Saturday, October 15, 2011

Multidimensional Poverty Index

The Multidimensional Poverty Index (MPI) was developed in 2010 by Oxford Poverty & Human Development Initiative and the United Nations Development Programme

The MPI is an index of acute multidimensional poverty. It reflects deprivations in very rudimentary services and core human functioning for people across 104 countries. Although deeply constrained by data limitations, MPI reveals a different pattern of poverty than income poverty, as it illuminates a different set of deprivations. The MPI has three dimensions: health, education, and standard of living. These are measured using ten indicators. Poor households are identified and an aggregate measure constructed using the methodology proposed by Alkire and Foster. Each dimension and each indicator within a dimension is equally weighted.

The following ten indicators are used to calculated the MPI:
  • Education (each indicator is weighted equally at 1/6)
  1. Years of Schooling: deprived if no household member has completed five years of schooling
  2. Child Enrolment: deprived if any school-aged child is not attending school in years 1 to 8
  • Health (each indicator is weighted equally at 1/6)
  1. Child mortality: deprived if any child has died in the family
  2. Nutrition: deprived if any adult or child for whom there is nutritional information is malnourished
  • Standard of Living (each indicator is weighted equally at 1/18)
  1. Electricity: deprived if the household has no electricity
  2. Sanitation: deprived if they do not have an improved toilet or if their toilet is shared (MDG Definition)
  3. Drinking water: deprived if the household does not have access to clean drinking water or clean water is more than 30 minutes walk from home (MDG Definition)
  4. Floor: deprived if the household has dirt, sand or dung floor
  5. Cooking fuel: deprived if they cook with wood, charcoal or dung
  6. Assets: deprived if the household does not own more than one of: radio, TV, telephone, bike, or motorbike

A person is considered poor if they are deprived in at least 30% of the weighted indicators. The intensity of poverty denotes the proportion of indicators in which they are deprived.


▸ **Exercise details**
Copy out each line featuring the string "chord" from the entries beneath.

[Stored data]
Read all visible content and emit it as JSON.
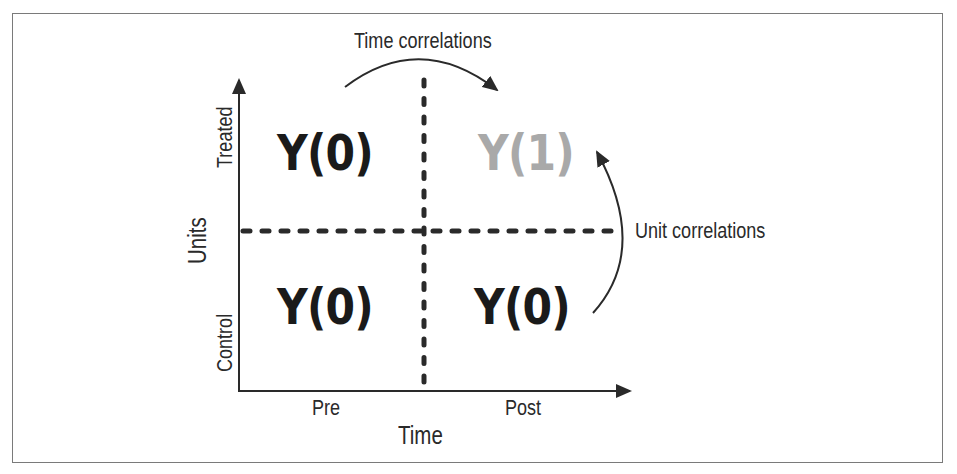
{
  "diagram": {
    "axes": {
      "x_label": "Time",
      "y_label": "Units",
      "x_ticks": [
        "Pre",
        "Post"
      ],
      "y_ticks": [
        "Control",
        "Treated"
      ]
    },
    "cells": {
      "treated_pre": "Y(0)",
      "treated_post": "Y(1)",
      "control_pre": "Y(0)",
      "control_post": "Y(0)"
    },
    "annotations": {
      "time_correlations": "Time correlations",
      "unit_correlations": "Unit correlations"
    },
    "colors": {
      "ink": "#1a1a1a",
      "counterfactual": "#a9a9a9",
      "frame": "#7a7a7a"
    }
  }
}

---

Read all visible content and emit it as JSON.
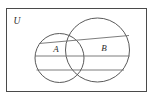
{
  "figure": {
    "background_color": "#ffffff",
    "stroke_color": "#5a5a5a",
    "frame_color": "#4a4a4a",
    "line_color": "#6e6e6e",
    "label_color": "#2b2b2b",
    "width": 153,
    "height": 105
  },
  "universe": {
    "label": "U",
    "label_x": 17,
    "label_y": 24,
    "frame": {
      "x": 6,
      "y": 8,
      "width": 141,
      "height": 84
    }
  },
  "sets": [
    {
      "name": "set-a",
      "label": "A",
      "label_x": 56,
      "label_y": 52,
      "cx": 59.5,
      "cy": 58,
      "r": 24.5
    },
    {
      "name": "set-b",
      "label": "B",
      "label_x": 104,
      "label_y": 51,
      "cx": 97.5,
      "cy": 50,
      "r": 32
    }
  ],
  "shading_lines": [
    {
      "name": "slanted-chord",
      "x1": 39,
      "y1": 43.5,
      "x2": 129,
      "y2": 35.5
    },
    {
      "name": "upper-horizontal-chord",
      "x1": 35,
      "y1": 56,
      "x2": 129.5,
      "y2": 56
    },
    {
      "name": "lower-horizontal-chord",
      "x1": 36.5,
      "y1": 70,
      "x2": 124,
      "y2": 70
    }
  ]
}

▸ **Exercise solution**
      "name": "slanted-chord",
      "name": "upper-horizontal-chord",
      "name": "lower-horizontal-chord",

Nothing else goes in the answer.